DC 9/11: Time of Crisis (review)

If you get Showtime, just consider September’s subscription fee a donation to the Bush 2004 election campaign.

Rudy: The Rudy Giuliani Story (review)

Even vocal critics of former New York City mayor Rudy Giuliani concede that on that terrible September morning two years ago, he was every bit the leader the city needed: a calming voice of reason and later, during the few remaining months of his term, the mourner-in-chief. But it’s too soon to have any real … more…

Sounder (review)

It’s fine and warm and satisfying and, yes, inspiring, but this second adaptation of the novel by William H. Armstrong mostly just inspires us to ask, simply, Why?
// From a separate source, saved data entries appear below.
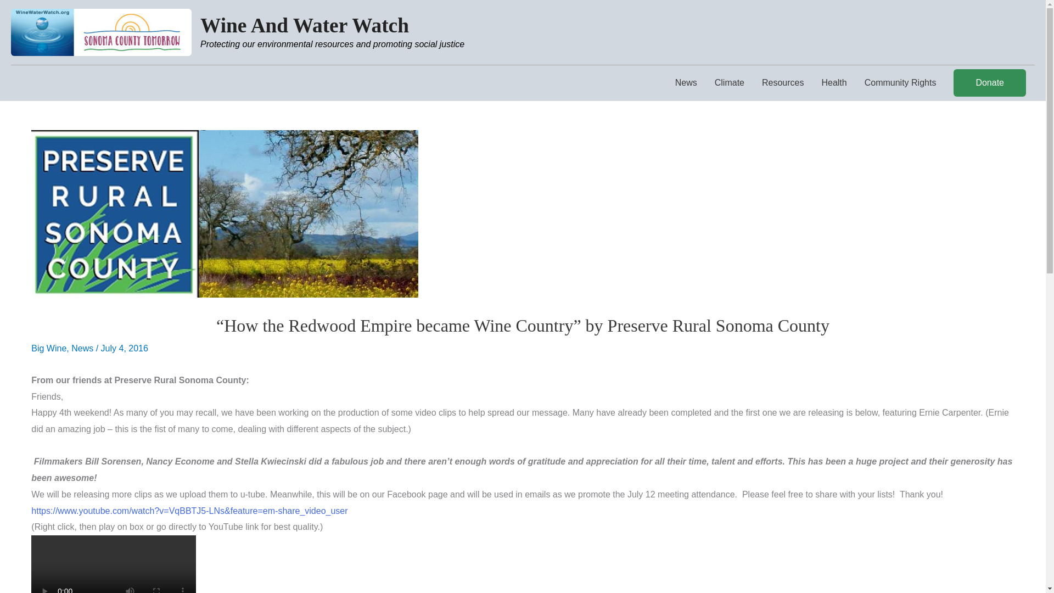 Image resolution: width=1054 pixels, height=593 pixels. Describe the element at coordinates (989, 83) in the screenshot. I see `Donate` at that location.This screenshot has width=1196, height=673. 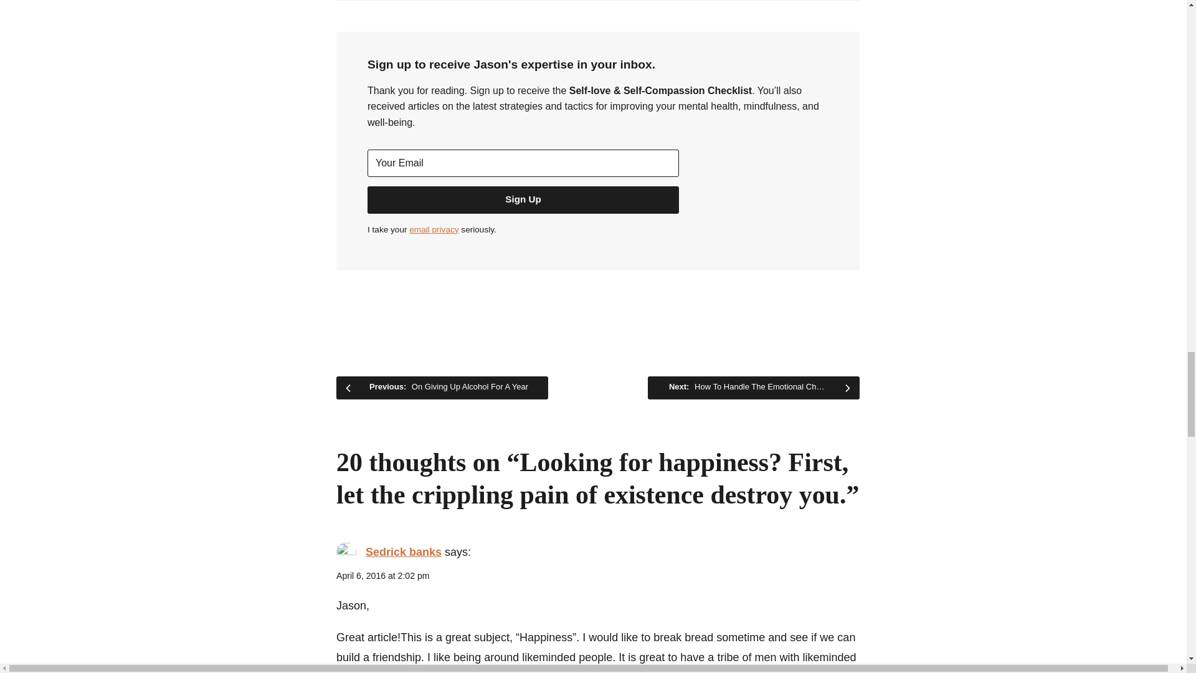 What do you see at coordinates (523, 200) in the screenshot?
I see `Sign Up` at bounding box center [523, 200].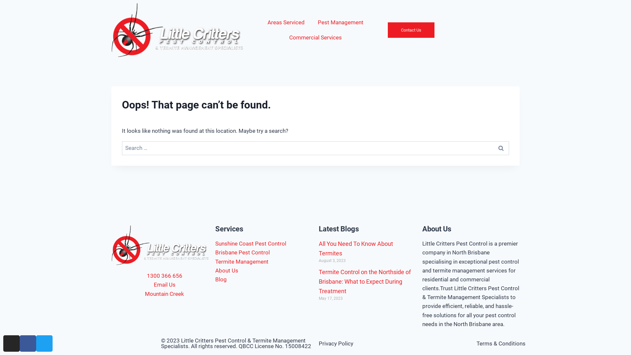 This screenshot has width=631, height=355. I want to click on Blog, so click(263, 279).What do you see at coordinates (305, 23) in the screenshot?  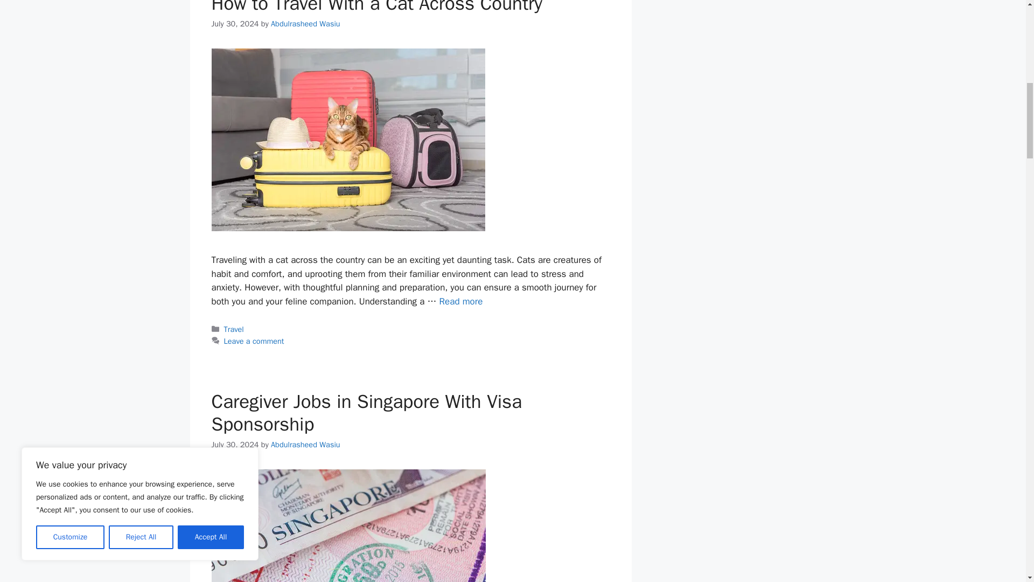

The 1972 original was nominated for multiple Oscars and continues to bewitch viewers today, so why remake it? Kids will enjoy the tale of the coonhound named … more…

Soldier’s Girl and Jasper, Texas (review)

If you’re not already miserably depressed at the state of the world and how awful people can be and the terrible crimes that get perpetrated under a cloak of religion or ideology or politics, or if you just don’t think that pretending stuff like this doesn’t happen helps one bit, then tune into Showtime this month for *Soldier’s Girl* and *Jasper, Texas,* which amply demonstrate the cable network’s commitment to excellence in its original programming.

Frank Herbert’s Children of Dune (review)

Sci Fi Channel remade David Lynch’s adaptation of Dune as something less bizarre and baroque but something more comprehensible, and now the network returns with a sequel, based on the second and third books in Frank Herbert’s beloved series of novels. Paul Atreides (Alec Newman) of House Atreides, previously revealed as the prophesied savior Muad’dib, … more…

Blackadder’s Christmas Carol (review)

Okay, so it’s not a movie. But Blackadder’s Christmas Carol is my favorite variation on the beloved Charles Dickens story of one man’s dramatic change of heart. Remember, though, dear reader, to take into account that I am a heartless bitch — anyone with an ounce of sentiment will be thoroughly appalled by this entirely mean-spirited black comedy.

Horatio Hornblower: The Wrong War (review)

The cannons don’t thunder. The nagging feeling that life today is not as exciting as it once might have been has got to be part of why A&E’s Hornblower series has been so much fun. ‘When we put on this uniform, Mr. Hornblower,’ Horatio’s Capt. Pellew tells the young man, ‘we entered into a life of adventure and adversity.’ Our Hero is terribly upset and looking for reassurance that he’s chosen the right path for himself when Pellew offers this nugget, and though it seems to soothe Horatio only a little, I gotta say, adventure and adversity sounds like fun to me.

Horatio Hornblower: The Duchess and the Devil (review)

But guess what? Horatio Hornblower is a fictional character. And Ioan Gruffudd is an actor. On television. He lives and works thousands of miles away from you. You are not ever going to meet him. He is not going to leave his wife or his girlfriend or his boyfriend or his dog to turn up on your doorstep. He is not going to read your panting posting with a gasp and say to himself, ‘Where has this woman been all my life?’ It ain’t gonna happen.

Horatio Hornblower: The Fire Ship (review)

Gene Roddenberry is said to have based much of Capt. James T. Kirk on C.S. Forester’s Napoleonic War hero Horatio Hornblower. I can’t say that I see much of Kirk in the young Hornblower A&E’s four-part movie series is showing us. In fact, The Fire Ship, the second in the series, has him behaving a decidedly un-Kirk-like manner.